Top Ten Reasons Your Department’s Faculty Load Report Might Have Given Roger Stewart A Headache
# 10 The report listed a faculty member as being on “Mini-sabbatical” when in fact he was on an “Assistant Professor Paid Leave”.
# 9 The report listed faculty whose unit load Actuals were different than their unit load Profile – with no apparent explanation but an endorsing signature from the chair.
# 8 The report noted that some faculty loads were not right because of incorrect or missing data from a joint department or the GE office – but there was no apparent effort to talk to those folks.
# 7 The report included 490, 590, 690, 790, 794a, 794b, 794c and 794d in a faculty member’s load to make it look like they were teaching ten courses – when in fact they weren’t teaching anything.
# 6 The report gave 100% load credit to each of five faculty team-teaching a course.
# 5 In apparent disregard for Newtonian physics, the report indicated that a faculty member was both on leave and teaching a course at the same time.
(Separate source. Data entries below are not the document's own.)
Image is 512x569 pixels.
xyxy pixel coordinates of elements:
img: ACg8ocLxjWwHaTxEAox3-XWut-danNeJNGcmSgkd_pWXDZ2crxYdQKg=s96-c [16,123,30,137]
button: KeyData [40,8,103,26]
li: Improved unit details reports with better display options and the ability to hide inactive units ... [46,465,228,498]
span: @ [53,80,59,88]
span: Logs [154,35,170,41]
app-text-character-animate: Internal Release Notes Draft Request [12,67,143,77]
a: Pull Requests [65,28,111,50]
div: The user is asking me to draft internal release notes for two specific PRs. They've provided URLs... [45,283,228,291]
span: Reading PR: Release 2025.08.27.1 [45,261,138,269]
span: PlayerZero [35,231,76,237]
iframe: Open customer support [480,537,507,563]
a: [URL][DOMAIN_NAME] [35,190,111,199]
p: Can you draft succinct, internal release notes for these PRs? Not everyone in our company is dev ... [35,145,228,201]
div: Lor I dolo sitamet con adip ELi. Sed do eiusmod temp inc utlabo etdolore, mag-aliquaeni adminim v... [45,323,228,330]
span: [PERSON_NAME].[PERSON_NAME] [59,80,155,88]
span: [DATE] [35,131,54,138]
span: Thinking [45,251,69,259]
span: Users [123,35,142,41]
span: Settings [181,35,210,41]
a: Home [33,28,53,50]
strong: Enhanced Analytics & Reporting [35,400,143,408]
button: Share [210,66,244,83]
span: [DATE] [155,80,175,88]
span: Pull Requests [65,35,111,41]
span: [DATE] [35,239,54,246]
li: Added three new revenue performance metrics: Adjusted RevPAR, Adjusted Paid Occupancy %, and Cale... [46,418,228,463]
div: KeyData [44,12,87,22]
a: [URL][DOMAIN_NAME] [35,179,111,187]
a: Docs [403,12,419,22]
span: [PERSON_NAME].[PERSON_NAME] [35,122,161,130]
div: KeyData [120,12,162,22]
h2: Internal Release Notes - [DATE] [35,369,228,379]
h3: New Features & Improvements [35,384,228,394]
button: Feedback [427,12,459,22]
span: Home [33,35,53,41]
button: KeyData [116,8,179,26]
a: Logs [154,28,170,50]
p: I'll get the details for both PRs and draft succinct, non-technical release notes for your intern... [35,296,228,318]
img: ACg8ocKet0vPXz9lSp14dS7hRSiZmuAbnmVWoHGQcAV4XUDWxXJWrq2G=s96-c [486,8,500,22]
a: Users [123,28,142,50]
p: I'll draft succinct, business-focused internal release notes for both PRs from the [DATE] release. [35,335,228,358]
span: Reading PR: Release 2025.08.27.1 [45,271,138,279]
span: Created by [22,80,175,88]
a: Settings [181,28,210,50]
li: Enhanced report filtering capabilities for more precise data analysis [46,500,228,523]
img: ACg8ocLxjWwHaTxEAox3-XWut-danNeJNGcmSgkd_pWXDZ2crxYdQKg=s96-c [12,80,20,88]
# 4 The report indicated that a faculty member had a course release based on a non- documented, verbal approval from a former chair or dean.
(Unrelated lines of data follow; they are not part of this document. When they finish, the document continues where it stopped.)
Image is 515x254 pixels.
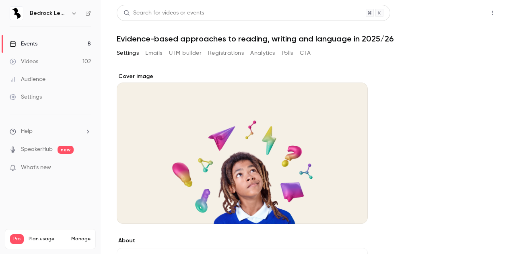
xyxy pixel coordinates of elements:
section: Cover image [117,72,367,224]
span: Help [21,127,33,135]
div: Events [10,40,37,48]
span: new [57,146,74,154]
h1: Evidence-based approaches to reading, writing and language in 2025/26 [117,34,499,43]
div: Audience [10,75,45,83]
button: UTM builder [169,47,201,60]
span: Pro [10,234,24,244]
button: Registrations [208,47,244,60]
a: SpeakerHub [21,145,53,154]
a: Manage [71,236,90,242]
label: About [117,236,367,244]
div: Search for videos or events [123,9,204,17]
li: help-dropdown-opener [10,127,91,135]
button: Analytics [250,47,275,60]
label: Cover image [117,72,367,80]
button: Share [447,5,479,21]
iframe: Noticeable Trigger [81,164,91,171]
img: Bedrock Learning [10,7,23,20]
button: Polls [281,47,293,60]
button: Settings [117,47,139,60]
h6: Bedrock Learning [30,9,68,17]
div: Settings [10,93,42,101]
span: What's new [21,163,51,172]
button: CTA [300,47,310,60]
span: Plan usage [29,236,66,242]
button: Emails [145,47,162,60]
div: Videos [10,57,38,66]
# 3 The report listed as being on leave a faculty member who never submitted a leave request, whose contract does not indicate a leave, and who the Business Office has on payroll as regular full-time.
# 2 The online data for the report was full of errors that were corrected with handwritten notes scribbled on the printed copy.
# 1 Your chair said it wasn’t quite ready and could he submit it “in about six weeks.”
# 1 (alternate) The report wasn’t submitted.